NASA wants to fly the obsolete Space Launch System for at least 30 years
NASA recently revealed long-term plans for the Space Launch System (SLS), the monster rocket it has been working on since about 2010. The SLS has cost many billions of dollars, and NASA proposes to launch for the first time in February 2022. NASA would like to commercialize the SLS, fly it once a year for the Artemis Program, and pay half price for the privilege. The space agency wants to do this for at least the next 30 years.
Meanwhile, a federal court has thrown out a lawsuit brought by Blue Origin against NASA and SpaceX over the award to Elon Musk’s company for the Human Landing System. Work on the SpaceX HLS, based on the Starship rocket now being developed at Boca Chica, can now proceed.
Blue Origin CEO Jeff Bezos was gracious in defeat on Twitter, noting it was “not the decision we wanted, but we respect the court’s judgment, and wish full success for NASA and SpaceX on the contract.”
Blue Origin will have another chance when the second-round competition for the HLS occurs. Congress will have to fund that round. With the Blue Origin lawsuit out of the way, NASA and SpaceX can now proceed with the Artemis return to the moon program.

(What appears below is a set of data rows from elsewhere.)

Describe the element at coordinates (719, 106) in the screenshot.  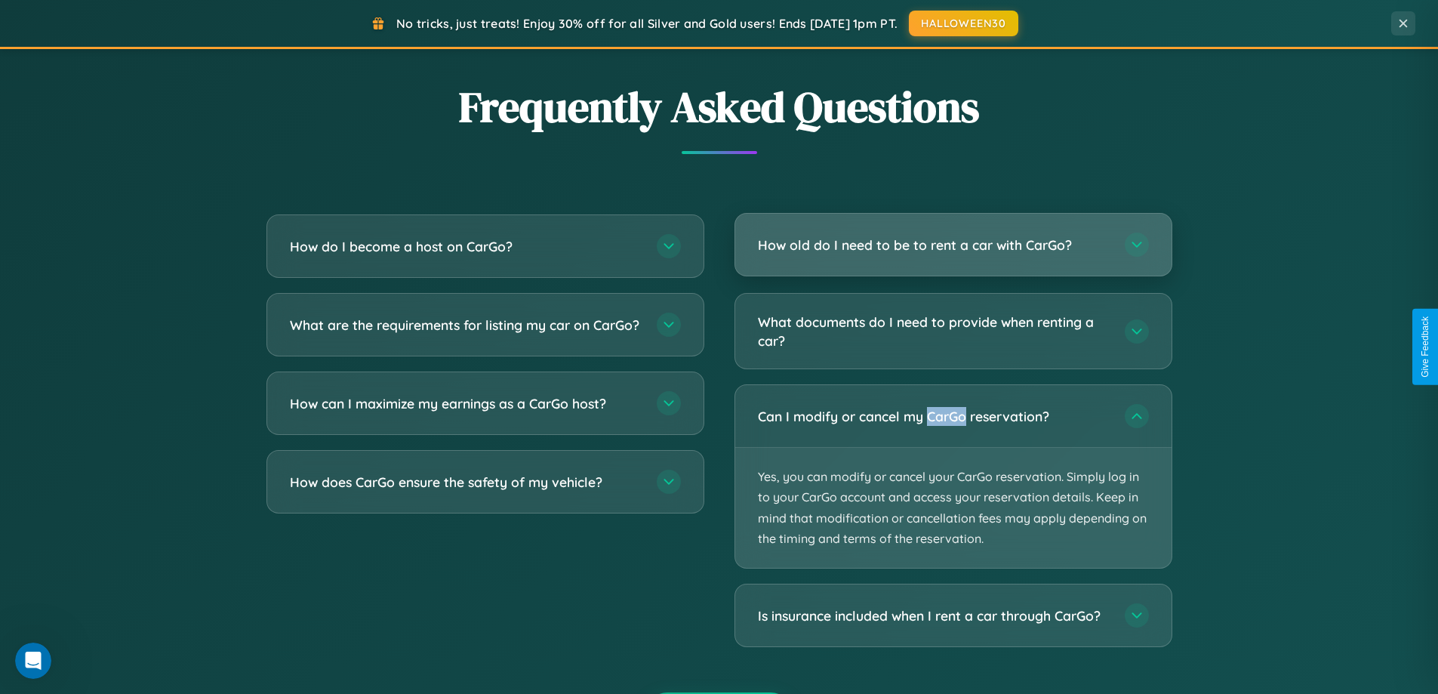
I see `h2: Frequently Asked Questions` at that location.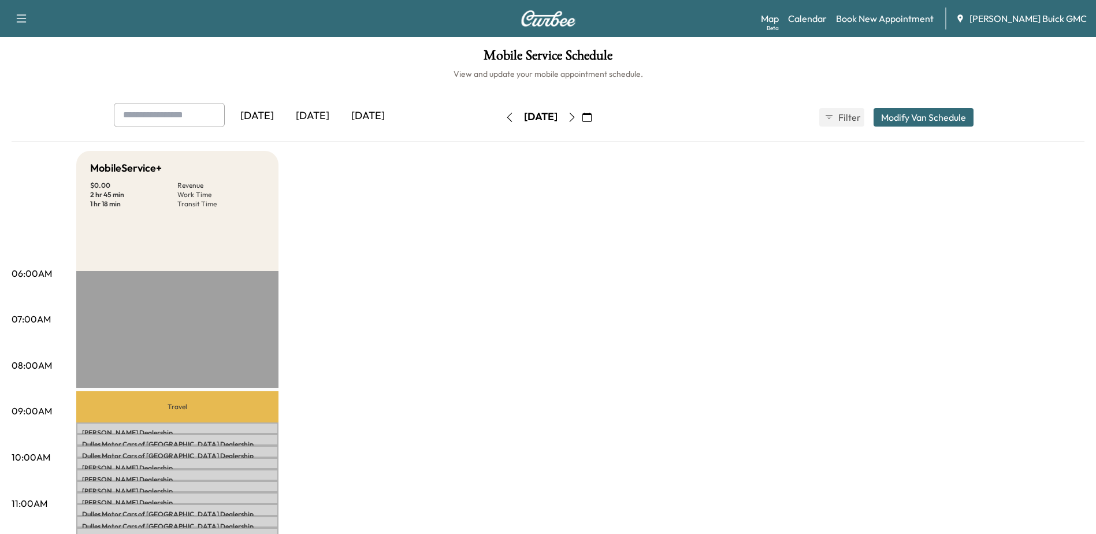 Image resolution: width=1096 pixels, height=534 pixels. What do you see at coordinates (548, 58) in the screenshot?
I see `h1: Mobile Service Schedule` at bounding box center [548, 58].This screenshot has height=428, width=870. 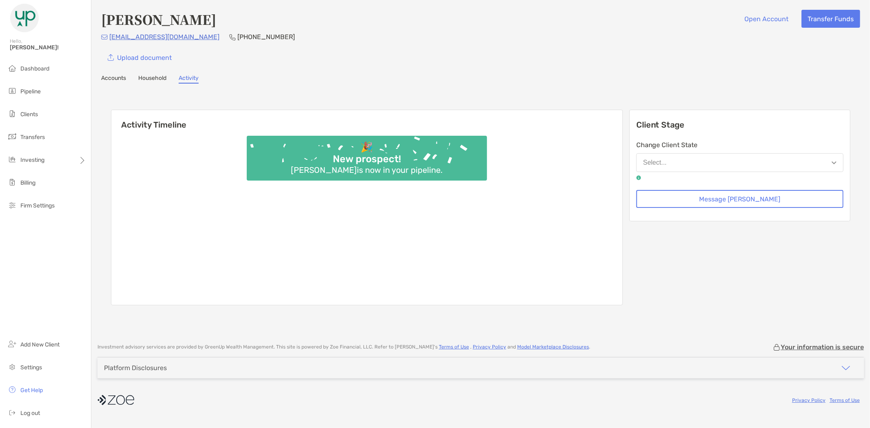 What do you see at coordinates (38, 206) in the screenshot?
I see `span: Firm Settings` at bounding box center [38, 206].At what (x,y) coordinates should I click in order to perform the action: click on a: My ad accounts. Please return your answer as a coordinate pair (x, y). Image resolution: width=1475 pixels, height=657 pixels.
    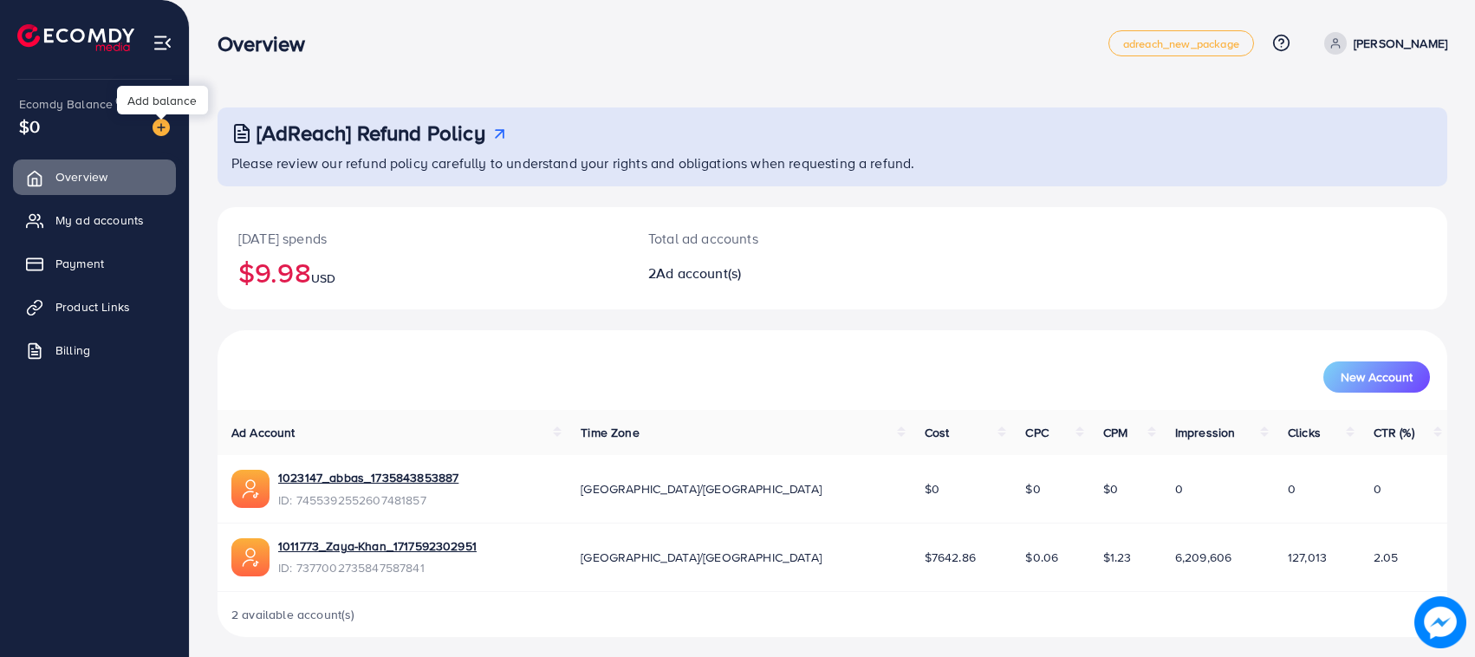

Ars Technica reported on how that effort is going: The plan is currently to launch the uncrewed Artemis I mission in February around the moon to test the Space Launch System and Orion. Then, in May 2024, Artemis II will take a crew of three Americans and one Canadian on an epic voyage around the moon — the first such since Apollo 17 in 1972.
Artemis III, the next moon landing, has been pushed back to at least 2025. NASA cited the lawsuit, funding shortfalls and technical problems as reasons for abandoning the 2024 deadline.
In the meantime, SpaceX will send the Starship to orbit as soon as the FAA resolves environmental questions, likely early next year. Eventually, a lunar Starship will be sent on an uncrewed mission to the lunar surface. The mission will pave the way for SpaceX’s Human Landing System taking Americans back to the moon as soon as 2025.
The lunar Starship, according to the plan, will launch into low Earth orbit. Then it will spend about a month having its fuel tanks topped off before being sent to lunar orbit. At that point, the Space Launch System will blast an Orion spacecraft into space. The Orion will dock with the lunar Starship and at least two astronauts will transfer to the SpaceX HLS. They will ride the rocket ship to the lunar surface. For the first time in over 50 years, Americans will walk on the moon in full view of billions of video screens.
The problem is that every mission to the moon using the Orion/SLS system can only happen once a year. Moreover, NASA hopes to lower the cost of an Artemis mission to between $1 billion and $1.5 billion per flight, an immense sum.
Ars Technica suggested an intriguing alternative: The SpaceX Starship launches to low-Earth orbit and is fueled as before. However, in the alternate scenario, the Starship takes a crew of astronauts from LEO to the moon directly, with no need for the Orion/SLS system. The cost would be orders of magnitude less than the current NASA plan and could happen several times a year.
So, why is NASA contemplating using the Orion/SLS for the next 30 years? The main reason is that NASA has built a monstrously expensive, obsolete rocket at the behest of Congress seemingly to appease the people who decide the space agency’s funding. The Orion/SLS represents jobs for constituents and fat contracts for campaign contributors. For too many people in public office, all that science, wealth creation and soft political power are just the happy side effects of having a space program.
Eventually, comparing the expendable, costly rocket developed in the old way and the cheap, nimble, reusable rocket ship that can take 100 tons of payload to the moon and Mars, created by a commercial company will be too much to tolerate. The Space Launch System likely will not fly for the next 30 years. It will serve, instead, as a monument to how not to go back to the moon or anywhere else.
Mark R. Whittington is the author of space exploration studies “Why is It So Hard to Go Back to the Moon?” as well as “The Moon, Mars and Beyond,” and “Why is America Going Back to the Moon?” He blogs at Curmudgeons Corner.